In the wave of integration between AI and the industry, technological breakthroughs and market games always follow suit. The chain reaction triggered by the shock in Nvidia’s market value is like a demon mirror, reflecting the deep dilemma of the AI narrative in the industry: from On-chain Agents to DeFAI engines, under the seemingly complete ecological map, weak technological infrastructure, hollow value logic, and capital-dominated cruel reality. The seemingly prosperous on-chain ecosystem hides hidden problems: a large number of high-FDV tokens compete for limited liquidity, obsolete assets rely on FOMO emotions to survive, and developers are trapped in PVP entanglements to consume innovation potential. When incremental capital and user growth hit the ceiling, the entire industry fell into the “innovator’s dilemma”, both eager for breakthrough narratives and difficult to get rid of the shackles of path dependence. This tearing state provides a historic opportunity for AI Agents: it is not only an upgrade of the technical toolbox, but also a reconstruction of the value creation paradigm.

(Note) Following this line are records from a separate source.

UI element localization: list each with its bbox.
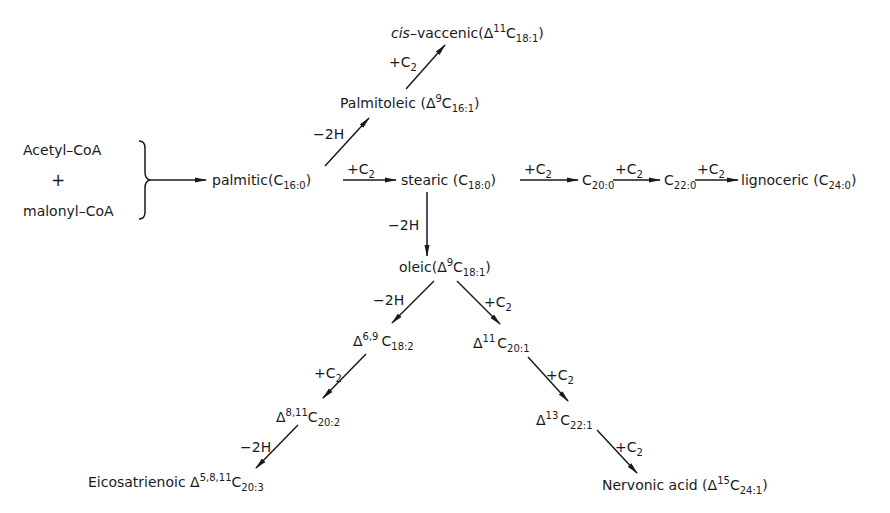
node-delta-13-c22-1: Δ13C22:1 xyxy=(536,410,593,431)
node-lignoceric: lignoceric (C24:0) xyxy=(741,172,856,191)
label-minus-2h: −2H xyxy=(373,292,404,308)
node-stearic: stearic (C18:0) xyxy=(401,172,496,191)
node-cis-vaccenic: cis–vaccenic(Δ11C18:1) xyxy=(391,23,544,44)
fatty-acid-pathway-diagram: Acetyl–CoA + malonyl–CoA palmitic(C16:0)… xyxy=(0,0,890,513)
node-c20-0: C20:0 xyxy=(582,172,614,191)
label-plus-c2: +C2 xyxy=(524,161,552,180)
node-palmitic: palmitic(C16:0) xyxy=(212,172,311,191)
label-plus-c2: +C2 xyxy=(615,439,643,458)
label-plus-c2: +C2 xyxy=(697,161,725,180)
node-palmitoleic: Palmitoleic (Δ9C16:1) xyxy=(340,93,480,114)
label-plus-c2: +C2 xyxy=(546,367,574,386)
label-minus-2h: −2H xyxy=(240,439,271,455)
node-c22-0: C22:0 xyxy=(664,172,696,191)
node-acetyl-coa: Acetyl–CoA xyxy=(23,142,102,158)
node-delta-8-11-c20-2: Δ8,11C20:2 xyxy=(276,407,340,428)
node-oleic: oleic(Δ9C18:1) xyxy=(399,257,491,278)
node-delta-6-9-c18-2: Δ6,9C18:2 xyxy=(353,331,414,352)
plus-sign: + xyxy=(51,170,65,190)
label-plus-c2: +C2 xyxy=(314,365,342,384)
node-nervonic-acid: Nervonic acid (Δ15C24:1) xyxy=(602,475,768,496)
brace-bracket xyxy=(139,141,150,219)
node-eicosatrienoic: Eicosatrienoic Δ5,8,11C20:3 xyxy=(88,472,264,493)
label-plus-c2: +C2 xyxy=(615,161,643,180)
label-minus-2h: −2H xyxy=(388,217,419,233)
label-minus-2h: −2H xyxy=(313,126,344,142)
label-plus-c2: +C2 xyxy=(389,54,417,73)
label-plus-c2: +C2 xyxy=(347,161,375,180)
node-malonyl-coa: malonyl–CoA xyxy=(23,203,114,219)
node-delta-11-c20-1: Δ11C20:1 xyxy=(473,333,530,354)
label-plus-c2: +C2 xyxy=(484,294,512,313)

In the past year, more and more teams in the industry have found that the traditional financing model is failing and the routine of giving VCs small shares, high control over the market, and waiting for orders is unsustainable. Under the triple pressure of tightening VC pockets, retail investors refuse to take over, and the threshold for large exchanges to list currencies is high. A new game that is more suitable for the bear market is emerging: joint head KOL+ a small number of VC, large proportion of community launches, and low market value cold launches.

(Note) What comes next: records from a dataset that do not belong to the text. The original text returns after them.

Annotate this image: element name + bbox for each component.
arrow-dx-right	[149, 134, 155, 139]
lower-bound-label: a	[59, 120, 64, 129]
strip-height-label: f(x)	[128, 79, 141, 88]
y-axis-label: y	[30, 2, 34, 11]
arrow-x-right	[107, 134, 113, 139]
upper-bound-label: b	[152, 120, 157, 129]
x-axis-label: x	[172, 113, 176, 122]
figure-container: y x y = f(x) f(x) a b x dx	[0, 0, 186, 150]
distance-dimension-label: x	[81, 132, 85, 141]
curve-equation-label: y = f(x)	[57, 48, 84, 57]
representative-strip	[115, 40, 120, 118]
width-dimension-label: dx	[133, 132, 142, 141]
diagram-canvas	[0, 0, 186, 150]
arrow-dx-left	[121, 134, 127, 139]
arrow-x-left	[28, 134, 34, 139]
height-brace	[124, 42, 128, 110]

Innovators represented by Soon and Pump Fun are opening up a new path through “Community Launch” and joining the head KOL endorsement, distributing 40%-60% of tokens directly to the community, launching projects at valuation levels as low as $10 million in FDV, achieving millions of dollars in financing. This model builds consensus FOMO through the influence of KOL, allowing the team to lock in earnings in advance, and at the same time exchange high liquidity for market depth. Although it gives up the advantage of short-term control, it can repurchase tokens at low prices in the bear market through a compliance market-making mechanism. In essence, this is a paradigm shift in the power structure: from a VC-led game of beating the drum and passing the flowers (institutions take over the offer-sellers sell-retail investors pay) to a transparent game of community consensus pricing, where project parties and communities form a new type of symbiotic relationship at a liquidity premium. As the industry enters a transparency revolution cycle, projects that are obsessed with traditional control logic may become an aftershadow of the times under the wave of power transfer.

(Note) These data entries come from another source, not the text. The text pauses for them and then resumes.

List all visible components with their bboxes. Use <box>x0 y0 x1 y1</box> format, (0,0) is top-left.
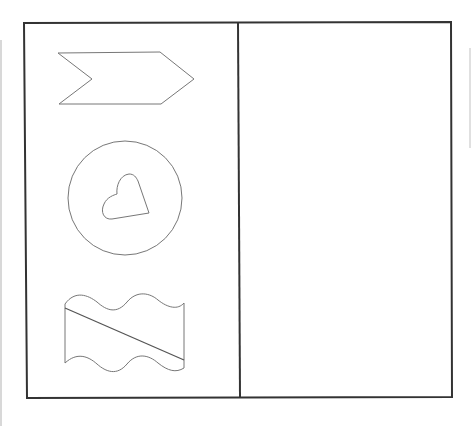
diagram-canvas <box>0 0 471 426</box>
chevron-arrow-icon <box>58 52 194 104</box>
wavy-rectangle-icon <box>65 294 184 372</box>
panel-divider <box>238 23 240 397</box>
circle-with-heart-icon <box>68 141 182 255</box>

The short-term pain in the market just confirms the irreversibility of the long wave of technology. When AI Agents reduce the cost of on-chain interactions by two orders of magnitude, and when adaptive models continue to optimize the financial efficiency of the DeFi protocol, the industry is expected to usher in the long-awaited Massive Adoption. This change does not rely on conceptual hype or capital ripening, but is rooted in technological penetration based on real needs. Just as the power revolution has never stalled due to the bankruptcy of light bulb companies, Agent will eventually become a real golden track after the bubble burst. DeFAI may be fertile ground for new life. When low-cost reasoning becomes daily, we may soon see the birth of use cases in which hundreds of Agents are combined into one Swarm. With equivalent computing power, the significant increase in model parameters can ensure that Agents in the open source model era can be more fully fine-tuned. Even in the face of complex input instructions from users, they can be divided into task pipelines that can be fully performed by a single Agent. Optimizing on-chain operations by each Agent may promote increased overall DeFi protocol activity and increased mobility. More complex DeFi products, led by DeFAI, will emerge, and this is where new opportunities emerge after the last bubble burst.